Veto-holding Russia, which said last week that parts of the Western-Arab draft resolution were unacceptable, said on Monday it wanted the Council to hear directly from the Arab League's observer mission in Syria before discussing any resolutions. The French-backed draft resolution calls for a "political transition" in Syria. While not calling for UN sanctions against Damascus, it does say that the Security Council could "adopt further measures" if Syria does not comply with the terms of the resolution.
“It is time the Security Council acts to find a solution to this crisis,” Valero said in a daily briefing to reporters. Escalating bloodshed prompted the Arab League to suspend the work of its monitoring mission on Saturday. Arab foreign ministers, who have urged Assad to make way for a government of national unity, will discuss the crisis on Feb. 5. "The situation in Syria is appalling and is just getting worse," Valero said. "Everything must be done to put an end to the spiral of violence that has led to the bloody repression which we've seen for the last 10 months."

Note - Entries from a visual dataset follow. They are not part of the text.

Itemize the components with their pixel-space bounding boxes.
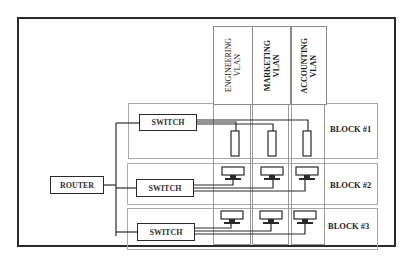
server-icons: [231, 131, 311, 156]
block-1-label: BLOCK #1: [330, 124, 371, 134]
switch-block-3: SWITCH: [137, 223, 195, 241]
block-3-label: BLOCK #3: [328, 221, 369, 231]
workstation-icons-block-2: [222, 167, 318, 180]
block-2-label: BLOCK #2: [330, 180, 371, 190]
switch-block-1: SWITCH: [139, 114, 197, 131]
switch-block-2: SWITCH: [136, 179, 194, 197]
workstation-icons-block-3: [221, 211, 316, 224]
network-wiring: [0, 0, 413, 279]
router-box: ROUTER: [50, 176, 104, 194]
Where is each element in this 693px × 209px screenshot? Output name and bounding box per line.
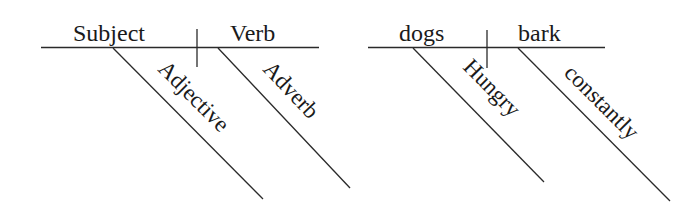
- subject-modifier-line: [113, 48, 263, 199]
- verb-modifier-word: Adverb: [258, 56, 324, 123]
- subject-word: dogs: [399, 20, 444, 46]
- verb-word: bark: [518, 20, 561, 46]
- subject-modifier-word: Hungry: [458, 54, 525, 122]
- diagram-template: Subject Verb Adjective Adverb: [41, 20, 350, 199]
- subject-word: Subject: [73, 20, 145, 46]
- subject-modifier-word: Adjective: [153, 56, 234, 137]
- verb-word: Verb: [230, 20, 275, 46]
- diagram-example: dogs bark Hungry constantly: [368, 20, 670, 201]
- sentence-diagrams: Subject Verb Adjective Adverb dogs bark …: [0, 0, 693, 209]
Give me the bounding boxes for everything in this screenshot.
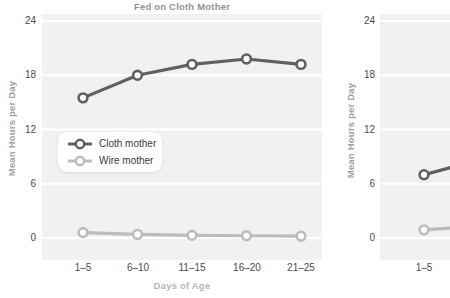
left-y-tick: 24 — [4, 14, 36, 28]
right-y-tick: 24 — [343, 14, 375, 28]
legend-item-wire: Wire mother — [67, 153, 162, 168]
data-point-marker — [420, 225, 429, 234]
data-point-marker — [133, 71, 142, 80]
right-y-tick: 12 — [343, 123, 375, 137]
legend: Cloth mother Wire mother — [58, 132, 162, 172]
legend-item-cloth: Cloth mother — [67, 136, 162, 151]
data-point-marker — [79, 93, 88, 102]
left-x-tick: 6–10 — [116, 262, 160, 274]
data-point-marker — [242, 55, 251, 64]
left-x-tick: 21–25 — [279, 262, 323, 274]
data-point-marker — [242, 231, 251, 240]
data-point-marker — [79, 228, 88, 237]
left-y-tick: 12 — [4, 123, 36, 137]
right-y-tick: 0 — [343, 231, 375, 245]
right-y-tick: 6 — [343, 177, 375, 191]
wire-line-marker-icon — [67, 155, 93, 167]
data-point-marker — [297, 60, 306, 69]
right-plot-area — [380, 14, 450, 260]
data-point-marker — [297, 232, 306, 241]
harlow-attachment-figure: Fed on Cloth Mother Mean Hours per Day 2… — [0, 0, 450, 298]
legend-label: Cloth mother — [99, 138, 156, 149]
right-y-tick: 18 — [343, 68, 375, 82]
cloth-line-marker-icon — [67, 138, 93, 150]
data-point-marker — [133, 230, 142, 239]
left-x-tick: 1–5 — [61, 262, 105, 274]
plot-background — [380, 14, 450, 260]
left-y-tick: 6 — [4, 177, 36, 191]
legend-label: Wire mother — [99, 155, 153, 166]
left-x-tick: 16–20 — [225, 262, 269, 274]
left-chart-title: Fed on Cloth Mother — [42, 1, 322, 14]
right-x-tick: 1–5 — [402, 262, 446, 274]
x-axis-title: Days of Age — [42, 280, 322, 293]
left-y-tick: 18 — [4, 68, 36, 82]
left-y-tick: 0 — [4, 231, 36, 245]
data-point-marker — [188, 60, 197, 69]
data-point-marker — [420, 170, 429, 179]
left-x-tick: 11–15 — [170, 262, 214, 274]
data-point-marker — [188, 231, 197, 240]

At least 13 civilians and six members of the security forces were killed in clashes across Syria on Monday, the Syrian Observatory for Human Rights said.
Near the capital, troops penetrated Rankus, 40 km north of Damascus, after having shelled the town which had been encircled for the past six days, the Observatory said.
It said nine civilians were killed as security forces stormed Homs in central Syria, including a young girl hit by gunfire from a checkpoint in the Karm Al-Zeitun district of the flashpoint city.
Four civilians were killed in the Qussur district, another was hit by machinegun fire in Baba Amro and a sniper shot dead a man in the city's Wadi Iran quarter, the rights group said. A young man was shot dead in the Homs province town of Qusseir, according to the London-based rights group.
It also reported that unidentified assailants killed a doctor in Shammas, also in Homs, while the state news agency said Dr Mustapha Safar was shot dead by a "terrorist group."
Elsewhere, rebel soldiers "attacked a minibus carrying six security officers on their way to make arrests in Hirak, killing all of the passengers," said the Observatory, in statements received in Nicosia. Government forces responded by deploying two tanks which opened fire and killed three civilians in the Daraa province town of southern Syria, it said.
Elsewhere in Daraa, cradle of the 10-month uprising against Assad's regime, a civilian was killed by indiscriminate fire in the town of Saida, the watchdog added.
Near the capital, the Observatory and activists at the scene said deserters pulled out of Rankus as the army moved in. In the eastern suburbs, snipers were "shooting at everything that moves" in Irbin and Hammurieh, it added.